“He enjoys a well-crafted shoot-out.” Martin McDonagh is talking about the main character of Seven Psychopaths, his latest film. “He thinks… No, wait, that’s me. I enjoy a well-crafted shoot-out.”
It’s easy to see how Martin could get confused. Played by Colin Farrell, Seven Psychopaths’ main character is Marty, an Irish screenwriter making a film called Seven Psychopaths starring an Irish screenwriter called Marty. McDonagh is well aware of the danger of being so meta: “It’s something you can only really get away with once in your career, if at all.”
From his debut play, The Beauty Queen of Leenane in 1996, through to his superlative 2008 film In Bruges, McDonagh has become famous for his black comedies that veer sharply between melancholy and violence. In Seven Psychopaths, the character Marty is tired of writing violent films, wanting to make something, “as much about Gandhi and peace and love” as it is about carnage, even while he’s drawn into a world of serial killers and dog-nappers.
It would be understandable to assume the character’s exhaustion is in some way a reflection on McDonagh’s own career, but he feels that’s where the similarities peter out. “I didn’t want to get away from violence, because I never felt like that was all there ever was in my work.
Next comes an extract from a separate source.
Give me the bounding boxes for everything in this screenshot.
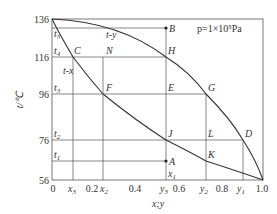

Hopefully there’s always been a moral through-line in my writing. Seven Psychopaths isn’t so much about myself, but about questioning Hollywood’s fixation with violence. Does everything have to be about men with guns, and psychopaths? But I had my cake and ate it, because the film is violent. I didn’t want to run away from it, but to use it as a way to talk about more interesting things.”
Martin’s darkly hilarious plays—of which he penned seven before his film debut, In Bruges—were born out of a distaste for safe, conventional theatre. “When I started writing, the things I was seeing on stage were so undramatic. They were all about chatting and drinking tea and politics and nothing would ever happen. And I wanted it to.” Martin understood how violence could raise a play’s emotional stakes: “On stage, if someone hits someone out of the blue, or even just takes out a gun, things change. The appeal of those violent bits is that you can go anywhere after them. There’s something exciting for an audience member to see those things and be worried and scared for the characters. The idea, ‘Fuck, anything could happen.’”
Martin says he never set out to shock or be controversial. His violence and outrageous humour are always there to serve the story. He gives the example of The Lieutenant of Inishmore, his play about the terrorist group INLA. “If you’re dealing with men that violent you have to be truthful to that on stage. I guess doing a black comedy about that subject is going to be a bit controversial, but I’m probably always going to write black comedies about things. It’s just the way I think.”
As a consequence of his uncompromising writing, Martin’s well-observed characters and fine ear for dialogue were sometimes lost in the hysteria over his plays’ brutal lurches. “I definitely felt like an outsider at the time, having Irish heritage and writing these black comedies that had degrees of violence in them. The theatres that put on my work supported me, but around the milieu of theatrical people I always felt like we were the dirty outsiders.”
From a notorious incident where he swore at Sean Connery at an awards ceremony (“He started it!” Martin says, gleefully unrepentant fifteen years later) to his increasingly challenging plays, Martin learned the value of his outsider image. Belying the content of his plays and his reputation as a provocateur, he is warm and playful in person, “I liked playing up to the perception,” he admits. “I come from a punk rock background so it was cool to kick open those doors and shake things up a little bit.”
In 2006, McDonagh made his most shocking declaration yet: fêted as one of Ireland’s best playwrights and aged only 35, he had said enough as a playwright. It was a declaration that later proved to be premature but, nonetheless, McDonagh feels that theatre isn’t the best place for him. “I always loved films more,” he says.
What held him back from making the leap earlier was a concern over control. “I would have found it impossible to just hand over a script to someone else. With a play not a single line can be cut if you don’t cut it yourself, and if you’re there the whole time there can’t be a line said in a way you don’t agree with. But with film, a screenwriter is the lowest form of life on most sets. Your opinion is lower than the tea ladies’.”
Martin decided to wait until he could both write and direct something, making his debut with the short film Six Shooter. Although he had never even directed a play before, the short won an Oscar, which now sits on his kitchen shelf. Six Shooter’s success gave Martin the confidence to make a feature film, In Bruges. The film has become a cult favourite but not the smash McDonagh might have hoped for. He shrugs it off. “I liked that it wasn’t very successful. I remember liking the early De Niro/ Scorsese films and almost all of them flopped when they first came out. You don’t care about that as a fan. You just love the film for the film. That’s all that really matters.”
Published in Oh Comely Issue Thirteen . Photograph by Trent McMinn.